Closed wasperen2 closed 2 months ago
Oops 🙊. We probably should have made the redis_store
property a read-only property.
The expectation was the RedisConfig was the only way to initialize the redis instance.
For passing a mock redis instance, @wasperen2 , in your use case, are you able to use the way it was done in the test/conftest.py
file?
i.e.
Closed this as fixed by the another pull request, assuming the solution provided in the previous comment handles @wasperen2 use case
As per my comments, can we please reconsider this and stick with the option to do Dependency Injection (https://en.wikipedia.org/wiki/Dependency_injection)? Having that ability makes your package play better with larger systems where injecting core services is common. This results in more cohesive code and a more standard way of deploying and testing.
(it would also not introduce a breaking change :))
@wasperen2 I think we should close the current issue first, which is the ambiguity problem. #35 closes this sufficiently because it is in line with the original idea of how the store were to be initialized (as can be seen in all current examples and tests).
We can then take your suggestion for ability to pass in a pre-constructed redis instance as new feature request. If you haven't already, please create a new issue with this feature request so that we can weigh its return-on-investment.
Describe the bug One can pass a Redis instance when a new Store is created. And, although
self.redis_store
is initially set to that value, it is brutally overwritten by a new Redis instance created from the passed config.This makes it harder to pass in a Mock Redis instance for creating unit tests. It is also unexpected behavior.
To Reproduce
Expected behavior I would expect the Redis store that I passed in, to be used rather than another one.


• [The task]:
Please reproduce the entries below exactly as they stand, but leave the pictures out.
- Opening Delimiter -
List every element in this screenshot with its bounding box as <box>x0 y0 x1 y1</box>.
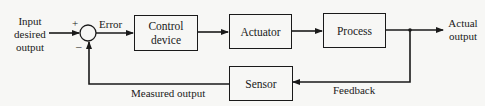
measured-output-label: Measured output <box>131 87 205 100</box>
plus-sign: + <box>72 17 78 29</box>
summing-junction <box>80 25 96 41</box>
control-device-block: Control device <box>134 15 198 51</box>
feedback-label: Feedback <box>333 84 375 97</box>
actuator-block: Actuator <box>229 14 292 49</box>
output-label-line-2: output <box>445 30 481 43</box>
minus-sign: – <box>76 40 82 52</box>
control-device-line-1: Control <box>148 19 183 33</box>
process-block: Process <box>323 13 386 48</box>
output-label: Actual output <box>445 17 481 43</box>
input-label-line-3: output <box>12 41 48 54</box>
control-device-line-2: device <box>148 33 183 47</box>
branch-point <box>408 28 412 32</box>
output-label-line-1: Actual <box>445 17 481 30</box>
sensor-block: Sensor <box>229 66 293 101</box>
input-label: Input desired output <box>12 15 48 54</box>
input-label-line-1: Input <box>12 15 48 28</box>
input-label-line-2: desired <box>12 28 48 41</box>
error-label: Error <box>99 18 122 31</box>
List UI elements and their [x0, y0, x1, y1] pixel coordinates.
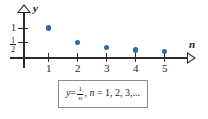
y-axis-arrowhead-inner — [19, 6, 29, 12]
x-tick-3 — [106, 53, 107, 62]
formula-n-symbol: n — [89, 87, 94, 98]
formula-text: y=1n, n = 1, 2, 3,... — [66, 86, 140, 102]
y-tick-label-one-half: 1 2 — [5, 37, 16, 54]
y-tick-label-1: 1 — [5, 23, 16, 33]
fraction-one-half: 1 2 — [10, 37, 16, 54]
formula-sequence: 1, 2, 3,... — [105, 87, 140, 98]
x-tick-label-5: 5 — [158, 63, 172, 74]
y-axis-line — [23, 12, 25, 68]
data-point — [133, 47, 138, 52]
data-point — [75, 40, 80, 45]
formula-fraction-denominator: n — [77, 95, 84, 102]
data-point — [104, 45, 109, 50]
formula-comma: , — [84, 87, 87, 98]
x-axis-label: n — [189, 39, 195, 50]
x-tick-label-2: 2 — [71, 63, 85, 74]
fraction-denominator: 2 — [10, 45, 16, 53]
formula-equals-2: = — [97, 87, 103, 98]
x-tick-label-1: 1 — [42, 63, 56, 74]
y-tick-1 — [18, 28, 28, 29]
fraction-numerator: 1 — [10, 37, 16, 46]
x-axis-line — [10, 57, 188, 59]
x-tick-2 — [77, 53, 78, 62]
data-point — [46, 25, 51, 30]
x-tick-label-3: 3 — [100, 63, 114, 74]
harmonic-sequence-figure: y n 1 1 2 1 2 3 4 5 y=1n, n = 1, 2, 3,..… — [0, 0, 208, 119]
data-point — [162, 49, 167, 54]
y-tick-one-half — [18, 42, 28, 43]
x-tick-label-4: 4 — [129, 63, 143, 74]
formula-fraction: 1n — [77, 86, 84, 102]
y-axis-label: y — [33, 3, 38, 14]
formula-equals: = — [70, 87, 76, 98]
x-axis-arrowhead-inner — [188, 54, 194, 62]
x-tick-1 — [48, 53, 49, 62]
formula-box: y=1n, n = 1, 2, 3,... — [58, 80, 148, 108]
x-tick-4 — [135, 53, 136, 62]
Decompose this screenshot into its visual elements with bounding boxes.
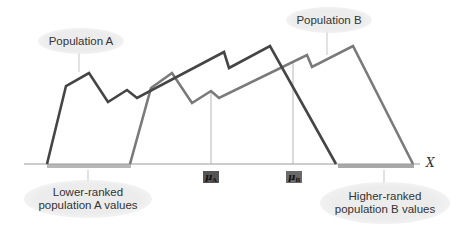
higher-ranked-range-bar xyxy=(338,164,414,168)
mean-b-marker: μB xyxy=(286,171,302,183)
population-b-callout: Population B xyxy=(286,7,372,33)
lower-ranked-label: Lower-ranked population A values xyxy=(38,186,137,212)
population-a-callout: Population A xyxy=(38,28,124,54)
population-b-label: Population B xyxy=(296,14,361,27)
mean-a-marker: μA xyxy=(203,171,219,183)
mu-a-subscript: A xyxy=(212,176,217,183)
population-b-line xyxy=(130,46,413,164)
lower-ranked-range-bar xyxy=(47,164,131,168)
lower-ranked-line2: population A values xyxy=(38,199,137,211)
higher-ranked-line2: population B values xyxy=(335,203,435,215)
higher-ranked-label: Higher-ranked population B values xyxy=(335,190,435,216)
x-axis-label: X xyxy=(426,156,435,170)
lower-ranked-line1: Lower-ranked xyxy=(53,186,123,198)
lower-ranked-callout: Lower-ranked population A values xyxy=(24,180,152,218)
mu-b-subscript: B xyxy=(295,176,300,183)
diagram-canvas: Population A Population B Lower-ranked p… xyxy=(0,0,462,228)
higher-ranked-line1: Higher-ranked xyxy=(349,190,422,202)
population-a-label: Population A xyxy=(49,35,114,48)
higher-ranked-callout: Higher-ranked population B values xyxy=(320,182,450,224)
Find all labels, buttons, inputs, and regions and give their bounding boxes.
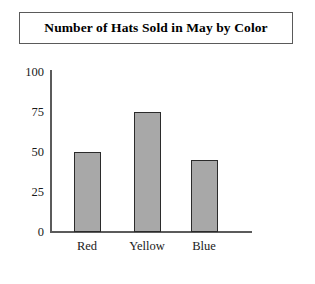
y-tick-label: 25	[14, 186, 44, 199]
bar-blue	[191, 160, 218, 232]
y-axis-line	[50, 70, 52, 233]
y-tick-label: 50	[14, 146, 44, 159]
x-axis-label-blue: Blue	[169, 240, 239, 254]
y-tick-label: 0	[14, 226, 44, 239]
bar-red	[74, 152, 101, 232]
y-tick-label: 100	[14, 66, 44, 79]
y-tick-label: 75	[14, 106, 44, 119]
bar-yellow	[134, 112, 161, 232]
plot-area: 0 25 50 75 100 Red Yellow Blue	[0, 0, 315, 284]
bar-chart-figure: Number of Hats Sold in May by Color 0 25…	[0, 0, 315, 284]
- Closing Delimiter -
• [Response below]:
List every element in this screenshot with its bounding box as <box>x0 y0 x1 y1</box>.
measured-output-label: Measured output <box>131 87 205 100</box>
plus-sign: + <box>72 17 78 29</box>
summing-junction <box>80 25 96 41</box>
control-device-block: Control device <box>134 15 198 51</box>
feedback-label: Feedback <box>333 84 375 97</box>
actuator-block: Actuator <box>229 14 292 49</box>
output-label-line-2: output <box>445 30 481 43</box>
minus-sign: – <box>76 40 82 52</box>
control-device-line-1: Control <box>148 19 183 33</box>
process-block: Process <box>323 13 386 48</box>
output-label: Actual output <box>445 17 481 43</box>
input-label-line-3: output <box>12 41 48 54</box>
control-device-line-2: device <box>148 33 183 47</box>
branch-point <box>408 28 412 32</box>
output-label-line-1: Actual <box>445 17 481 30</box>
sensor-block: Sensor <box>229 66 293 101</box>
input-label: Input desired output <box>12 15 48 54</box>
input-label-line-1: Input <box>12 15 48 28</box>
input-label-line-2: desired <box>12 28 48 41</box>
error-label: Error <box>99 18 122 31</box>
List UI elements and their [x0, y0, x1, y1] pixel coordinates.
y-axis-arrowhead-inner — [19, 6, 29, 12]
x-tick-3 — [106, 53, 107, 62]
formula-n-symbol: n — [89, 87, 94, 98]
formula-text: y=1n, n = 1, 2, 3,... — [66, 86, 140, 102]
y-tick-label-one-half: 1 2 — [5, 37, 16, 54]
y-tick-label-1: 1 — [5, 23, 16, 33]
fraction-one-half: 1 2 — [10, 37, 16, 54]
formula-sequence: 1, 2, 3,... — [105, 87, 140, 98]
x-tick-label-5: 5 — [158, 63, 172, 74]
y-axis-line — [23, 12, 25, 68]
data-point — [133, 47, 138, 52]
data-point — [75, 40, 80, 45]
formula-fraction-denominator: n — [77, 95, 84, 102]
data-point — [104, 45, 109, 50]
formula-comma: , — [84, 87, 87, 98]
x-axis-label: n — [189, 39, 195, 50]
x-tick-label-2: 2 — [71, 63, 85, 74]
fraction-denominator: 2 — [10, 45, 16, 53]
formula-equals-2: = — [97, 87, 103, 98]
x-tick-label-1: 1 — [42, 63, 56, 74]
y-tick-1 — [18, 28, 28, 29]
fraction-numerator: 1 — [10, 37, 16, 46]
x-axis-line — [10, 57, 188, 59]
x-tick-2 — [77, 53, 78, 62]
data-point — [46, 25, 51, 30]
x-tick-label-3: 3 — [100, 63, 114, 74]
harmonic-sequence-figure: y n 1 1 2 1 2 3 4 5 y=1n, n = 1, 2, 3,..… — [0, 0, 208, 119]
data-point — [162, 49, 167, 54]
y-tick-one-half — [18, 42, 28, 43]
x-tick-label-4: 4 — [129, 63, 143, 74]
formula-fraction: 1n — [77, 86, 84, 102]
y-axis-label: y — [33, 3, 38, 14]
formula-equals: = — [70, 87, 76, 98]
x-axis-arrowhead-inner — [188, 54, 194, 62]
x-tick-1 — [48, 53, 49, 62]
formula-box: y=1n, n = 1, 2, 3,... — [58, 80, 148, 108]
x-tick-4 — [135, 53, 136, 62]
Decompose this screenshot into its visual elements with bounding boxes.
higher-ranked-range-bar xyxy=(338,164,414,168)
mean-b-marker: μB xyxy=(286,171,302,183)
population-b-callout: Population B xyxy=(286,7,372,33)
lower-ranked-label: Lower-ranked population A values xyxy=(38,186,137,212)
population-a-callout: Population A xyxy=(38,28,124,54)
population-b-label: Population B xyxy=(296,14,361,27)
mean-a-marker: μA xyxy=(203,171,219,183)
mu-a-subscript: A xyxy=(212,176,217,183)
population-b-line xyxy=(130,46,413,164)
lower-ranked-range-bar xyxy=(47,164,131,168)
lower-ranked-line2: population A values xyxy=(38,199,137,211)
higher-ranked-line2: population B values xyxy=(335,203,435,215)
higher-ranked-label: Higher-ranked population B values xyxy=(335,190,435,216)
x-axis-label: X xyxy=(426,156,435,170)
lower-ranked-line1: Lower-ranked xyxy=(53,186,123,198)
lower-ranked-callout: Lower-ranked population A values xyxy=(24,180,152,218)
mu-b-subscript: B xyxy=(295,176,300,183)
diagram-canvas: Population A Population B Lower-ranked p… xyxy=(0,0,462,228)
higher-ranked-line1: Higher-ranked xyxy=(349,190,422,202)
population-a-label: Population A xyxy=(49,35,114,48)
higher-ranked-callout: Higher-ranked population B values xyxy=(320,182,450,224)
Find all labels, buttons, inputs, and regions and give their bounding boxes.
y-tick-label: 25	[14, 186, 44, 199]
bar-blue	[191, 160, 218, 232]
y-axis-line	[50, 70, 52, 233]
y-tick-label: 50	[14, 146, 44, 159]
x-axis-label-blue: Blue	[169, 240, 239, 254]
y-tick-label: 0	[14, 226, 44, 239]
bar-red	[74, 152, 101, 232]
y-tick-label: 100	[14, 66, 44, 79]
y-tick-label: 75	[14, 106, 44, 119]
bar-yellow	[134, 112, 161, 232]
plot-area: 0 25 50 75 100 Red Yellow Blue	[0, 0, 315, 284]
bar-chart-figure: Number of Hats Sold in May by Color 0 25…	[0, 0, 315, 284]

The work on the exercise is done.